Author name: Jonathon

For more than a decade, Jonathon D. Colman has designed, developed, and promoted web sites for large companies and nonprofits, including The Nature Conservancy, Conservation International, IBM Recreational Equipment, Inc. (REI). A runner, biker, treehugger, and EcoGeek, Jonathon lives in Seattle, Washington with his wife, the glass artist Marja S. Huhta. Would you like to know more? You can follow Jonathon's updates on Twitter or you can visit Jonathon's LinkedIn profile.

The Nature Conservancy: Can Dogs Help Find and Save Endangered Species?

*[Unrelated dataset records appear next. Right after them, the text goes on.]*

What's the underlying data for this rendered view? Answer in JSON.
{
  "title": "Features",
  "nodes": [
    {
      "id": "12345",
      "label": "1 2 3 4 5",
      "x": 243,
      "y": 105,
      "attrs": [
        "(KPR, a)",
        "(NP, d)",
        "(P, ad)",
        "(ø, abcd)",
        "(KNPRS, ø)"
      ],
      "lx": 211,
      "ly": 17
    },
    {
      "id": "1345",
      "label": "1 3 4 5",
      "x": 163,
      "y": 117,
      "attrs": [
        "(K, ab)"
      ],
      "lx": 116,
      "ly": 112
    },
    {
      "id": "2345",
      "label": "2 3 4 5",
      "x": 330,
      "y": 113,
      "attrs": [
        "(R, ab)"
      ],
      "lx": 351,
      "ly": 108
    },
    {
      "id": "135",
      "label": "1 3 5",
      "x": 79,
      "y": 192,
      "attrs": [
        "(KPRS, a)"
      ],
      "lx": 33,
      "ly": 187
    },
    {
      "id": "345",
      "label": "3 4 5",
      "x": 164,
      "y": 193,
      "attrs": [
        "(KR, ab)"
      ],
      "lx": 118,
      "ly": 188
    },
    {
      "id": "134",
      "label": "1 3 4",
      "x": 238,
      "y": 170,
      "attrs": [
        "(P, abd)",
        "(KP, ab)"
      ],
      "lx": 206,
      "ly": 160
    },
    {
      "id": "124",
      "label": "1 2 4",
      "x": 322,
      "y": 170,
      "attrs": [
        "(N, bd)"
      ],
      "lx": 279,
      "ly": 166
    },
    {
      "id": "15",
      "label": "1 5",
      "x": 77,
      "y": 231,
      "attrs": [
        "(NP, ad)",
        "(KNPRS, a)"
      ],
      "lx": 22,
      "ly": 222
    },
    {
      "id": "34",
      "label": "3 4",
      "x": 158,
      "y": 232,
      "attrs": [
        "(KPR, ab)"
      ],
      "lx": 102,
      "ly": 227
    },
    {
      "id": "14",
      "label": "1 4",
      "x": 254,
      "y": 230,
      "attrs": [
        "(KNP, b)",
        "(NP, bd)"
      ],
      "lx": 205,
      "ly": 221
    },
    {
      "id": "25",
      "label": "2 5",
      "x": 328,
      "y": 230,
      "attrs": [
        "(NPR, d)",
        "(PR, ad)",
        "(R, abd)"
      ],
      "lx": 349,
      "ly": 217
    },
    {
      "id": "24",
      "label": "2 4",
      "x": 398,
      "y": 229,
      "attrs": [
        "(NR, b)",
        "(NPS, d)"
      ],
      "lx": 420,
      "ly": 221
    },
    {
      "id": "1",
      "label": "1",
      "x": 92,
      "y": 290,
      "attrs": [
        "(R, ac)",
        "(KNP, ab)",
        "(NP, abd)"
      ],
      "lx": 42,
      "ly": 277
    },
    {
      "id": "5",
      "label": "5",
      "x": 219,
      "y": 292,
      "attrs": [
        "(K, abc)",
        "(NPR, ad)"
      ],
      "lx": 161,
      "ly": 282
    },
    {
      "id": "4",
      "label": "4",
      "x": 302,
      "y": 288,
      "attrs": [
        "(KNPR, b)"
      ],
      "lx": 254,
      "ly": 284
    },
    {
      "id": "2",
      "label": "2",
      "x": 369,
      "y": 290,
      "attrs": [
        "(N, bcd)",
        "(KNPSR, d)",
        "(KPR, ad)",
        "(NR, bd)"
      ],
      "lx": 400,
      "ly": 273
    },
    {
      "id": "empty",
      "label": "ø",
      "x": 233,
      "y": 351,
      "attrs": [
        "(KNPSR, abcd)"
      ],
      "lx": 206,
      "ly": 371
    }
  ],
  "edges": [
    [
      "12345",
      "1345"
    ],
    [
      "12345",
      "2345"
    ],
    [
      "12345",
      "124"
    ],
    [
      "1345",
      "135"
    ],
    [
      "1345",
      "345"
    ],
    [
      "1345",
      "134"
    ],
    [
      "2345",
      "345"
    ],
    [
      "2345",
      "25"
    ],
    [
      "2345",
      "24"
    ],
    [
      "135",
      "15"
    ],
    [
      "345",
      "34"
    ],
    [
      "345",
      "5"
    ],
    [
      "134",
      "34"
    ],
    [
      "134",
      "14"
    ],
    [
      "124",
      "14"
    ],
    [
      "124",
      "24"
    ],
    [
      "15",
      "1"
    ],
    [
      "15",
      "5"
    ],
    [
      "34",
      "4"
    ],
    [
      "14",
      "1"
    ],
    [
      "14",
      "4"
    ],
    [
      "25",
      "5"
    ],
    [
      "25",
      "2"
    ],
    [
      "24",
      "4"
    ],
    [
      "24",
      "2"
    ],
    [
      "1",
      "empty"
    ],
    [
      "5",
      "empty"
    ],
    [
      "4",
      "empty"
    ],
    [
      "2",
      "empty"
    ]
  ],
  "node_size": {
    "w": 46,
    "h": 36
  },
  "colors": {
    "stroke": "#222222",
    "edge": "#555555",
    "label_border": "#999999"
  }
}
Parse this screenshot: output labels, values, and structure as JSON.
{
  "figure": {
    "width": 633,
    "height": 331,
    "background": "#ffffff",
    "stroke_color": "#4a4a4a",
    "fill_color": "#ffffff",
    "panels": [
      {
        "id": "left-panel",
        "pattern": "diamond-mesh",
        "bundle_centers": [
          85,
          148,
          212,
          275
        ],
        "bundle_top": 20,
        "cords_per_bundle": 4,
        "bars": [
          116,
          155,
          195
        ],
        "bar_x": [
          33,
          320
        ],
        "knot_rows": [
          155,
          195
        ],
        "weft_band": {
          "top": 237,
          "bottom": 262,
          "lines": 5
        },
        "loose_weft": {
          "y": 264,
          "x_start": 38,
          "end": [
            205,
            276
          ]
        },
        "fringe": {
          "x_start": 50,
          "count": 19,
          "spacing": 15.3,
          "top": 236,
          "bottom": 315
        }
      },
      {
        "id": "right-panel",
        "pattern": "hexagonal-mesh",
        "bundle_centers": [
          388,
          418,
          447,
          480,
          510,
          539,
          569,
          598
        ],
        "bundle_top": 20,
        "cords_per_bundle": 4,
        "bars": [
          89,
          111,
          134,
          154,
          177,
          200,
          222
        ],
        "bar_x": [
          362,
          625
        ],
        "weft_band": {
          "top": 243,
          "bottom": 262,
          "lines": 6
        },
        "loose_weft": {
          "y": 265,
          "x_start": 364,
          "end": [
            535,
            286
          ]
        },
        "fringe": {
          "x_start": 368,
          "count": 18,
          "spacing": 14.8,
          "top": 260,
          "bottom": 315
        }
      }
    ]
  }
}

Rogue, a four-year-old belgian sheepdog, helps The Nature Conservancy find endangered plants in Oregon. Photo © Jen Newlin Bell/TNC.

Rogue prefers his steak medium-well. But when it comes to sniffing out a rare plant, this dog performs work that’s very well done, indeed.

The 4-year-old Belgian sheepdog is part of a Nature Conservancy collaborative project to test the efficacy of using dogs to sniff out the threatened Kincaid’s lupine. The plant is host to the endangered Fender’s blue butterfly, found only in Oregon’s Willamette Valley.

Watch a video of Rogue in action!

The Nature Conservancy: Can Dogs Help Find and Save Endangered Species? Read More 👉

The Nature Conservancy: 320,000 Acres of Forest Protected in Landmark Deal

Few places on Earth are as untouched as the "Crown of the Continent" — a 10-million-acre expanse of mountains, valleys and prairies in Montana and Canada. The area has sustained all the same species — including grizzlies, lynx, moose and bull trout — for at least 200 years.

Now — in one of the most significant conservation sales in history — The Nature Conservancy and The Trust for Public Land have preserved 320,000 acres of forestlands in western Montana that provide valuable habitat for species in the Crown of the Continent.